* How to complete this task: The lines below, from the one containing "The width and" through the one containing "You are a GUI", should be set down exactly, with no pictures and nothing else.

Entries supplied START

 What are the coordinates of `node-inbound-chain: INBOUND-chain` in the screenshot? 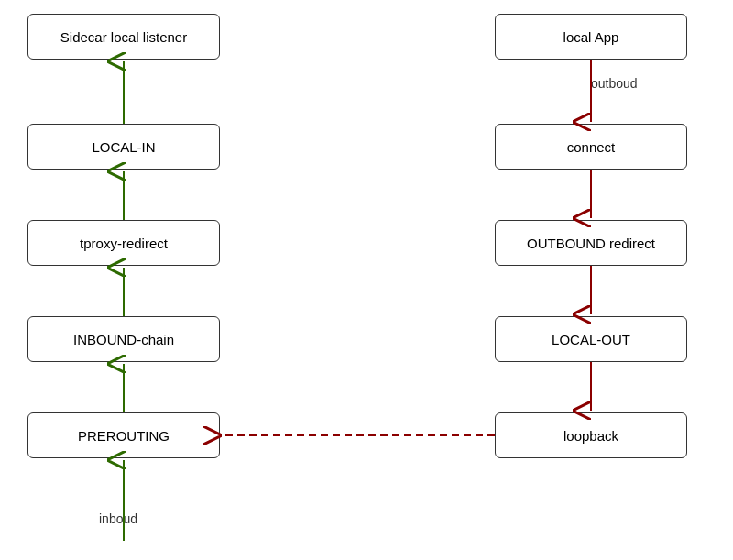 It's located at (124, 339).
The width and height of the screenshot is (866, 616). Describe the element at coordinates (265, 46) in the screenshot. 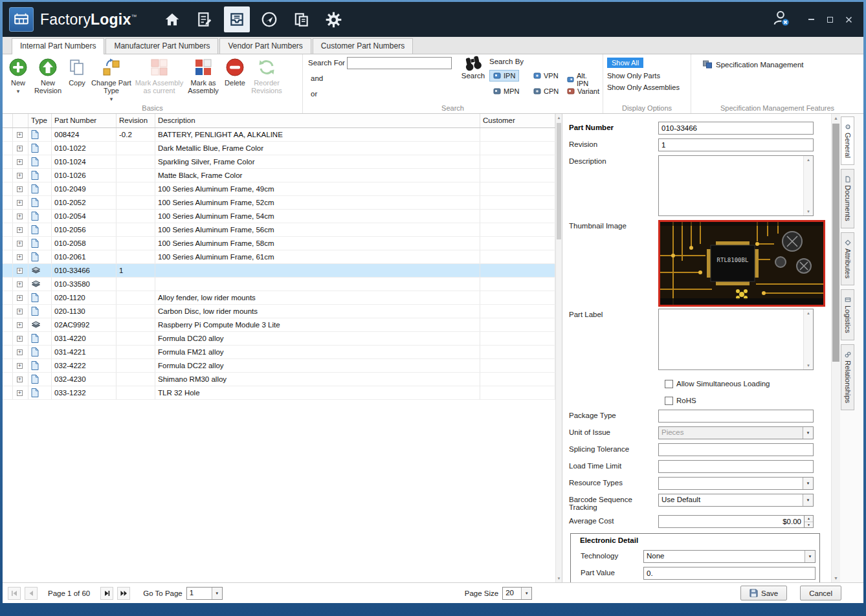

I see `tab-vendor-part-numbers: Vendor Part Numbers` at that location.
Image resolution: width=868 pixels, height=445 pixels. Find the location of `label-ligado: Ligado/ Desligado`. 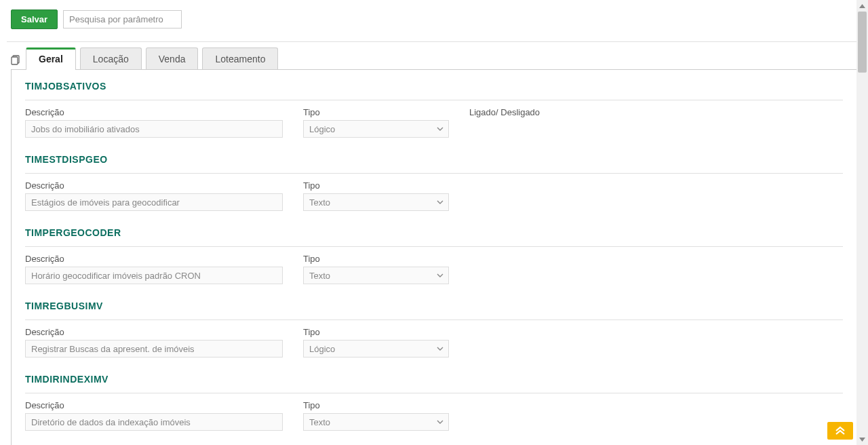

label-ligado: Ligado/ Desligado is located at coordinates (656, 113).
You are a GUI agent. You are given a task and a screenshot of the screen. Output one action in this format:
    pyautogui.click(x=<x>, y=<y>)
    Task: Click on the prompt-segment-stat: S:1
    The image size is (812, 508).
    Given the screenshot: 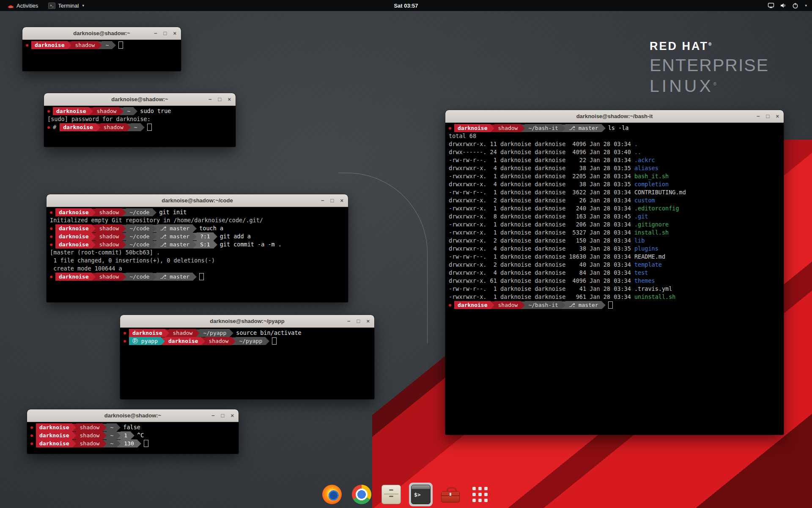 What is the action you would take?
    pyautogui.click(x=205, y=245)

Entries supplied END

* Exercise answer:
The width and height of the screenshot is (866, 616). Describe the element at coordinates (265, 46) in the screenshot. 

I see `tab-vendor-part-numbers: Vendor Part Numbers` at that location.
Image resolution: width=868 pixels, height=445 pixels. Find the location of `label-ligado: Ligado/ Desligado`. 

label-ligado: Ligado/ Desligado is located at coordinates (656, 113).
You are a GUI agent. You are given a task and a screenshot of the screen. Output one action in this format:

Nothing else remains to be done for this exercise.